Journal Conference Other (patent, thesis, magazine)
- 2025 Fall Detection by Bimodal Sensing with Late Fusion. IEEE Int. Conf. on Electronics, Circuits and Systems (ICECS).
- 2025 Fall Detection by Deep Learning-Based Bimodal Movement and Pose Sensing with Late Fusion. Sensors 25(19), 6035. cited by 6
- 2022 Methods and systems for assessing severity of respiratory distress of a patient. US Patent App. 17/763,319. cited by 1
- 2020 Advancements in methods and camera-based sensors for the quantification of respiration. Sensors 20(24), 7252. cited by 38
- 2020 Quantitative assessment of spontaneous breathing in children: evaluation of a depth camera system. IEEE Trans. on Instrumentation and Measurement 69(7), 4955-4967. cited by 26
- 2019 Visualizing and quantifying thoraco-abdominal asynchrony in children from motion point clouds: A pilot study. IEEE Access 7, 163341-163357. cited by 11
- 2019 Quantification de la respiration en unité de soins intensifs pédiatrique à partir de séquences d'images et de vidéo. PhD thesis, École de technologie supérieure (ÉTS).

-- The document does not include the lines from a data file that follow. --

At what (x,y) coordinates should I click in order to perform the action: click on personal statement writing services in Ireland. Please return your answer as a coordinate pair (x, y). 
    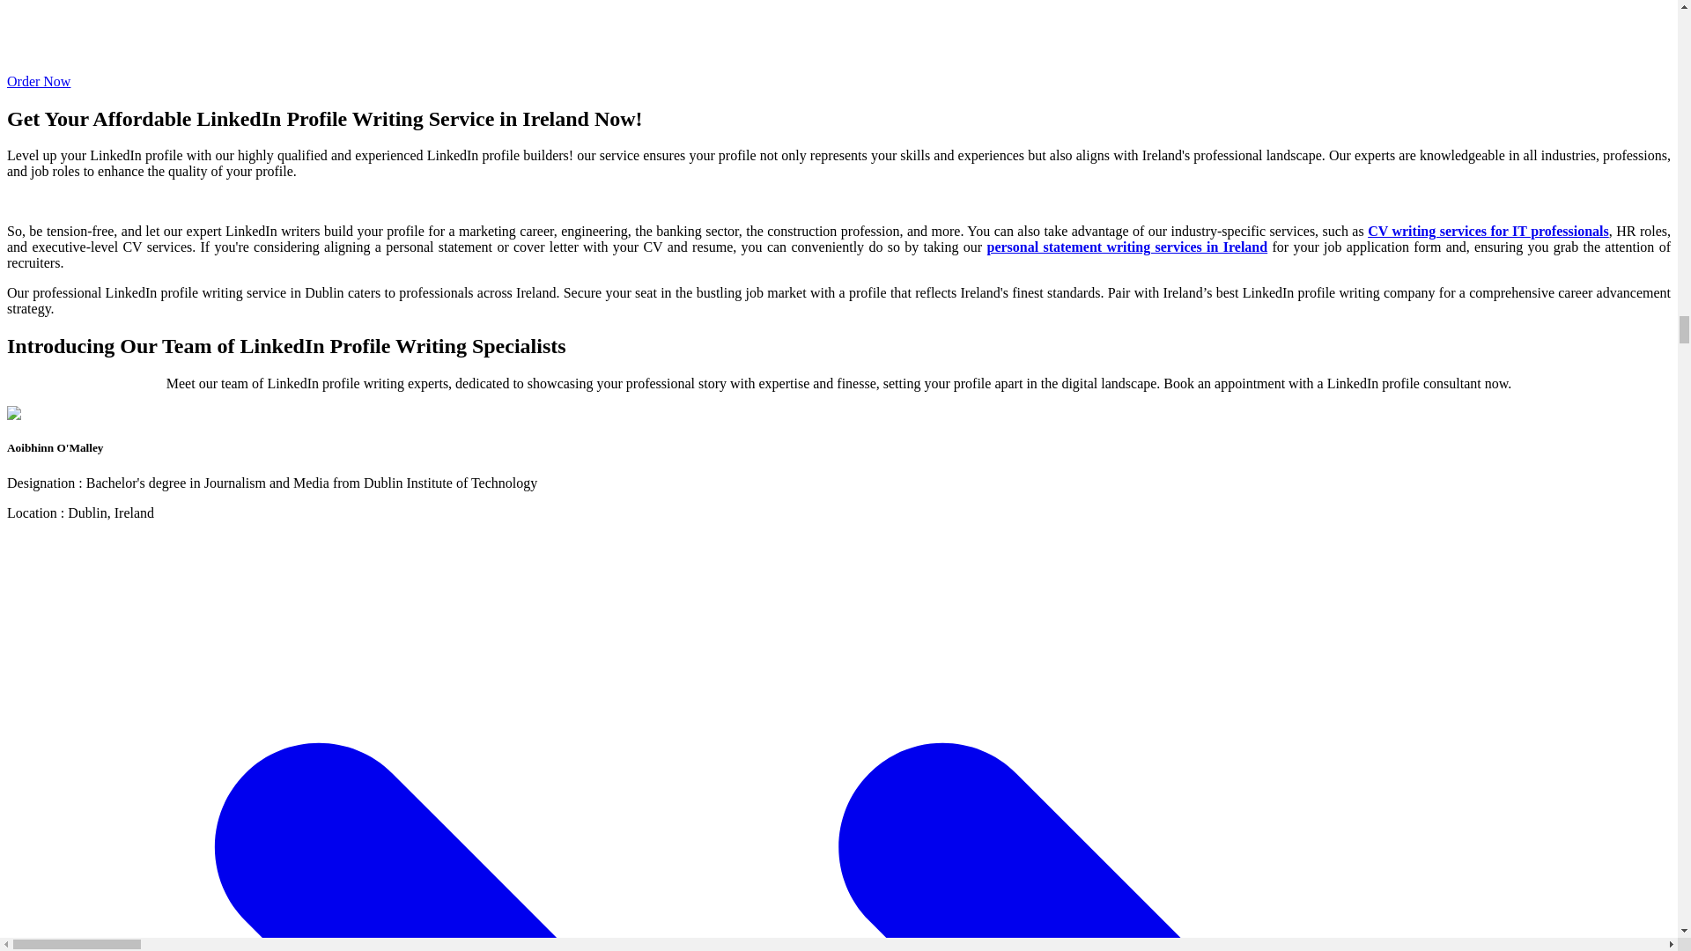
    Looking at the image, I should click on (1125, 247). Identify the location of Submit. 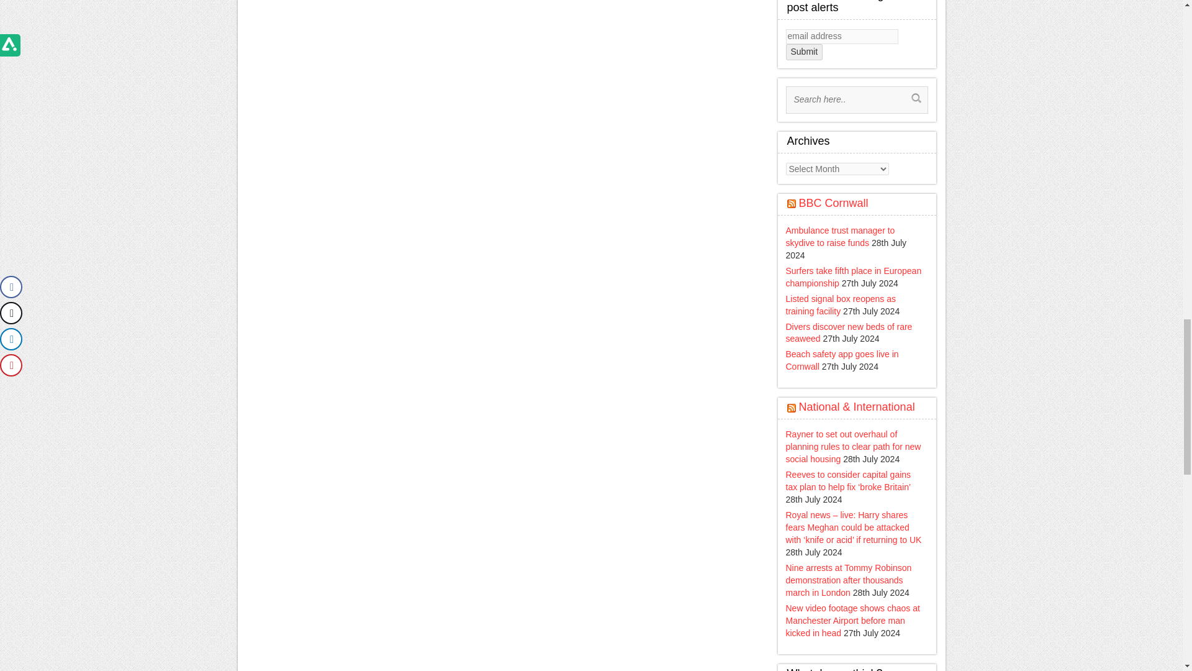
(805, 52).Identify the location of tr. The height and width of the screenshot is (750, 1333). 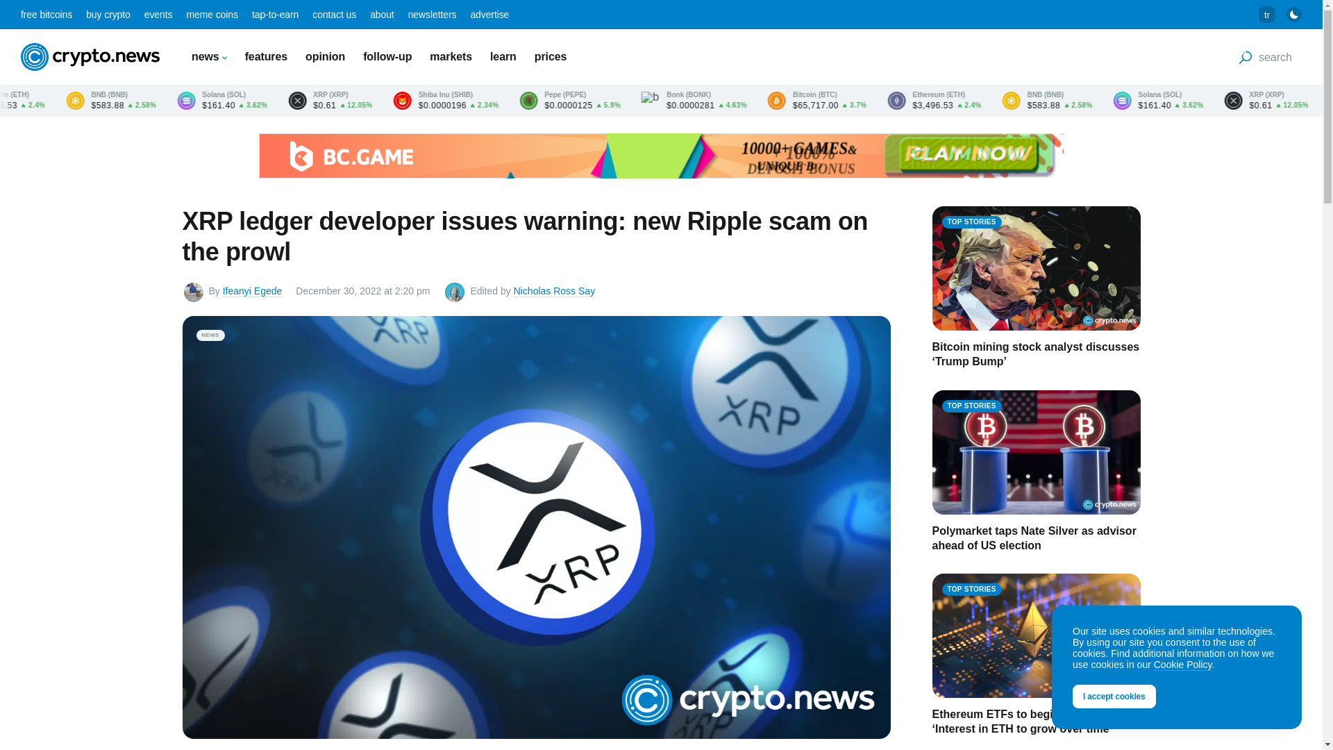
(1266, 14). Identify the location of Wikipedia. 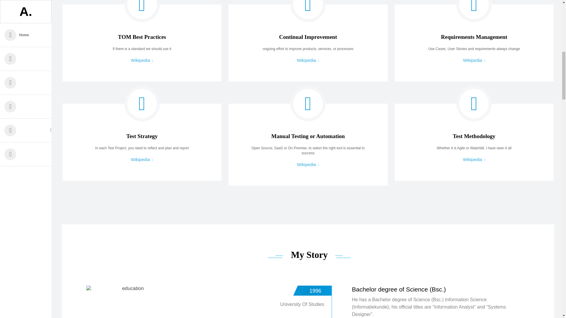
(474, 60).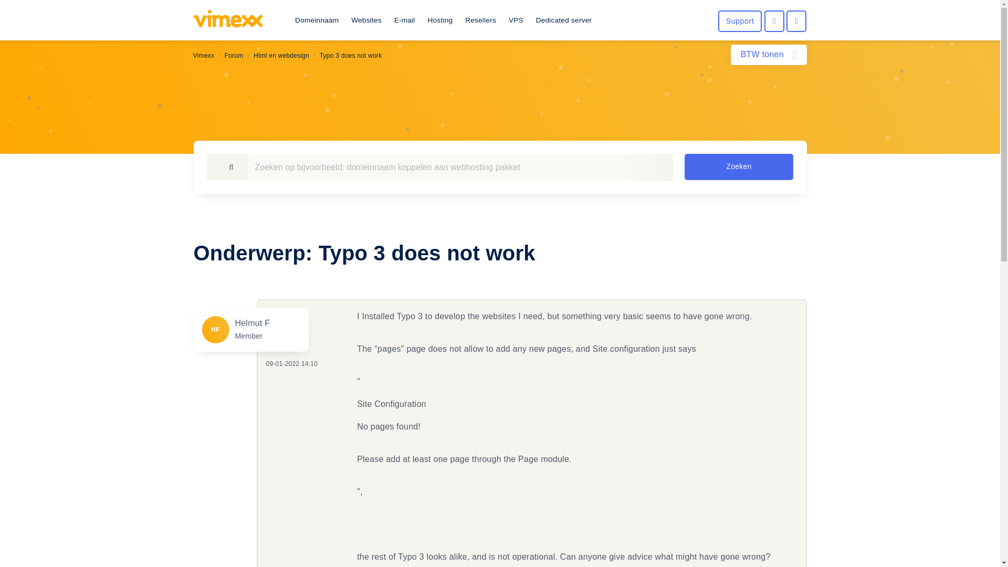 This screenshot has width=1008, height=567. I want to click on E-mail, so click(404, 20).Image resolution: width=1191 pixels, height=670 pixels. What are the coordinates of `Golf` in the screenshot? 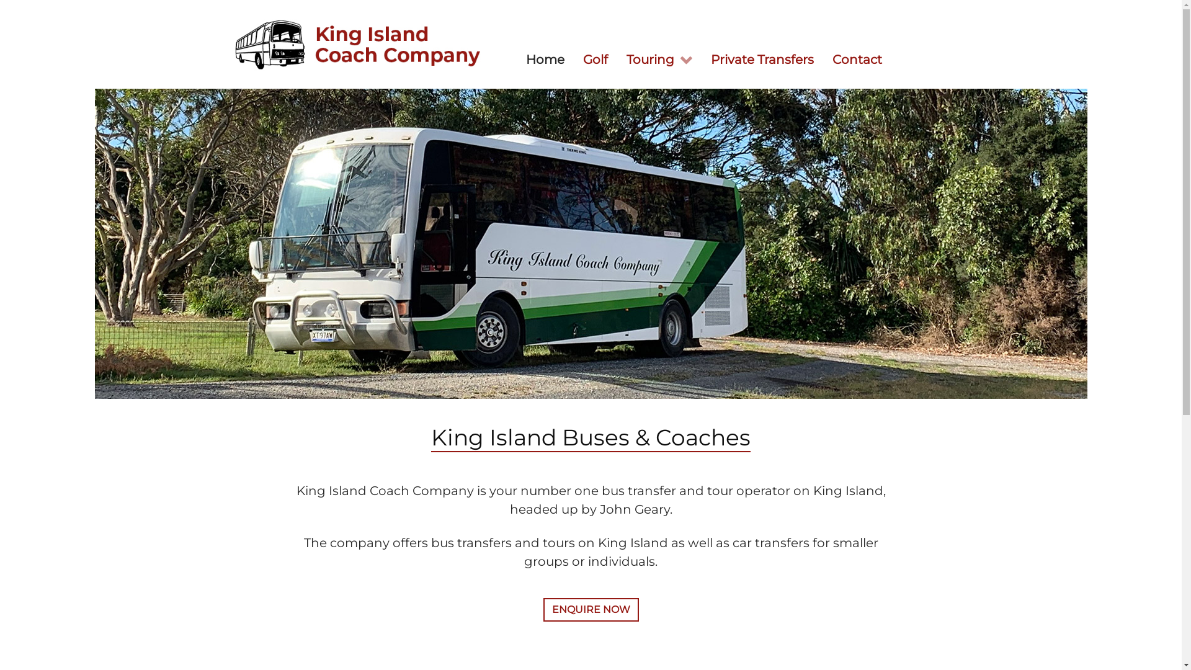 It's located at (595, 58).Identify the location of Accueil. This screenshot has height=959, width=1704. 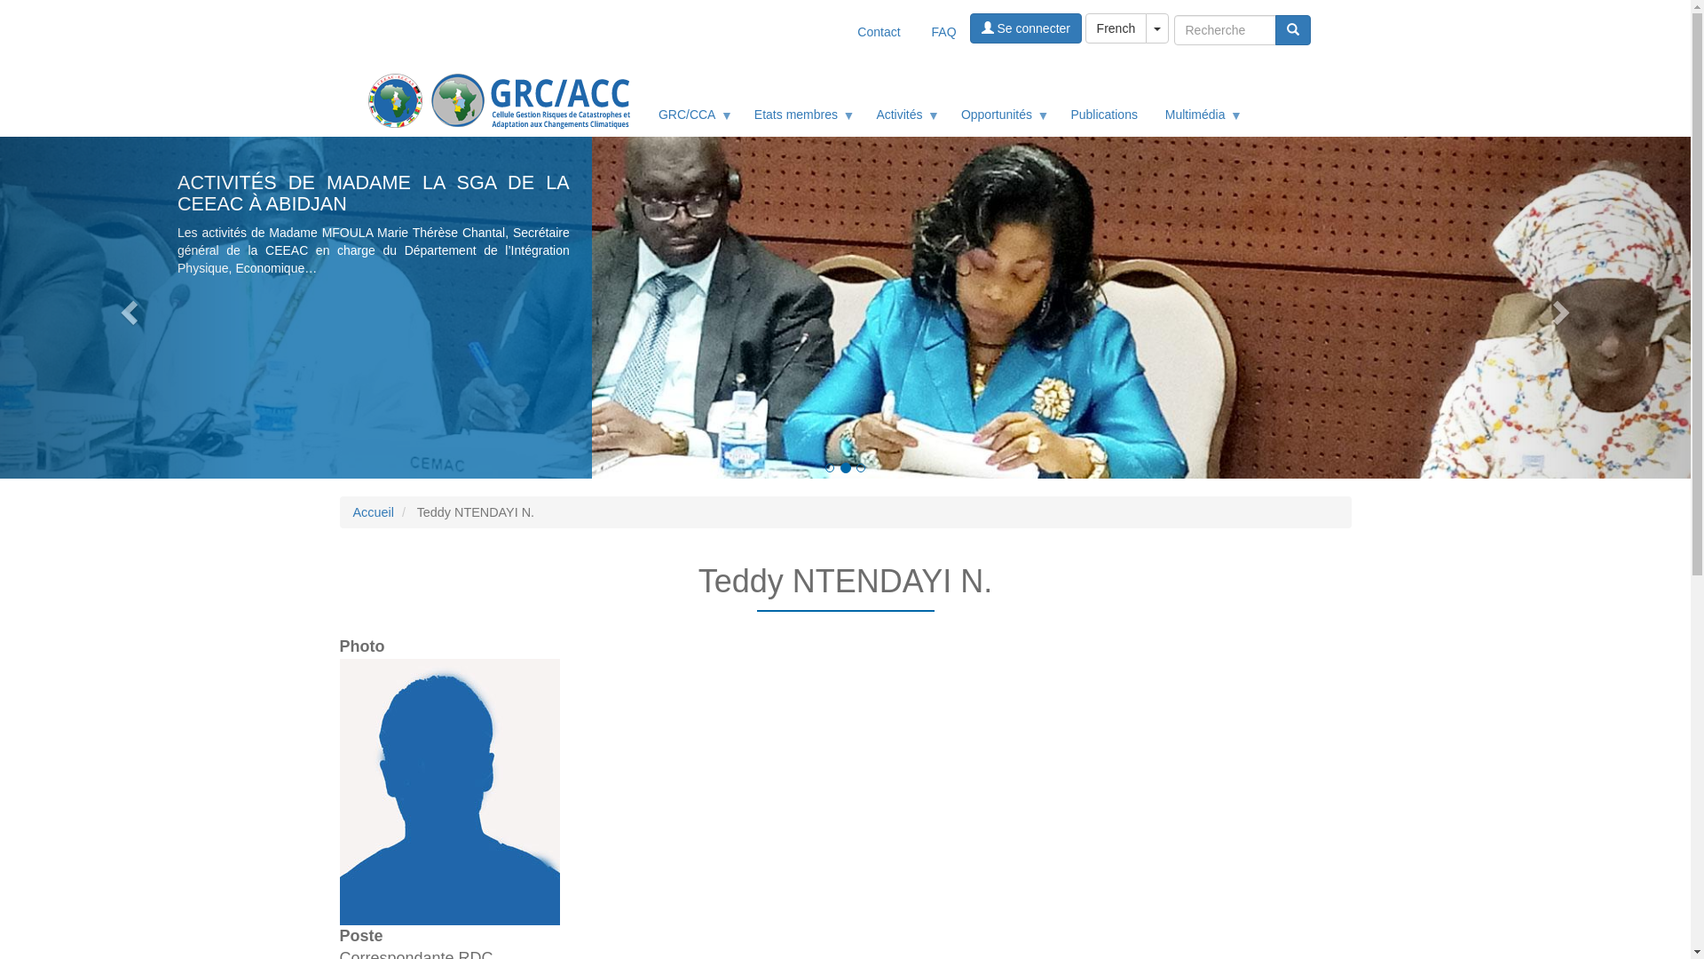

- 2019 Saving Children through Xbox Cameras / Sauver des enfants grâce à des caméras Xbox. Substance ÉTS (science magazine).
- 2018 3D imaging system for respiratory monitoring in pediatric intensive care environment. Computerized Medical Imaging and Graphics 70, 17-28. cited by 47
- 2017 A computer vision method for respiratory monitoring in intensive care environment using RGB-D cameras. IEEE Int. Conf. on Image Processing Theory, Tools and Applications (IPTA). cited by 15
- 2017 Towards a mobile serious game environment for children self-learning. Virtual Reality. cited by 2
- 2015 Excitation of vector modes in few-mode fiber using wire-based mechanical long period fiber grating. Photonics North. cited by 8
9. My Strengths & Weaknesses
I am a fast learner, and I adapt quickly to new tools and technologies.
I am very hands-on — I like to build real, working solutions, not just theory.
And I collaborate easily with people from different fields — engineers, doctors, and students.
Sometimes I pay too much attention to small details.
I am working on it: I now focus on the big picture first, and prioritise what matters most.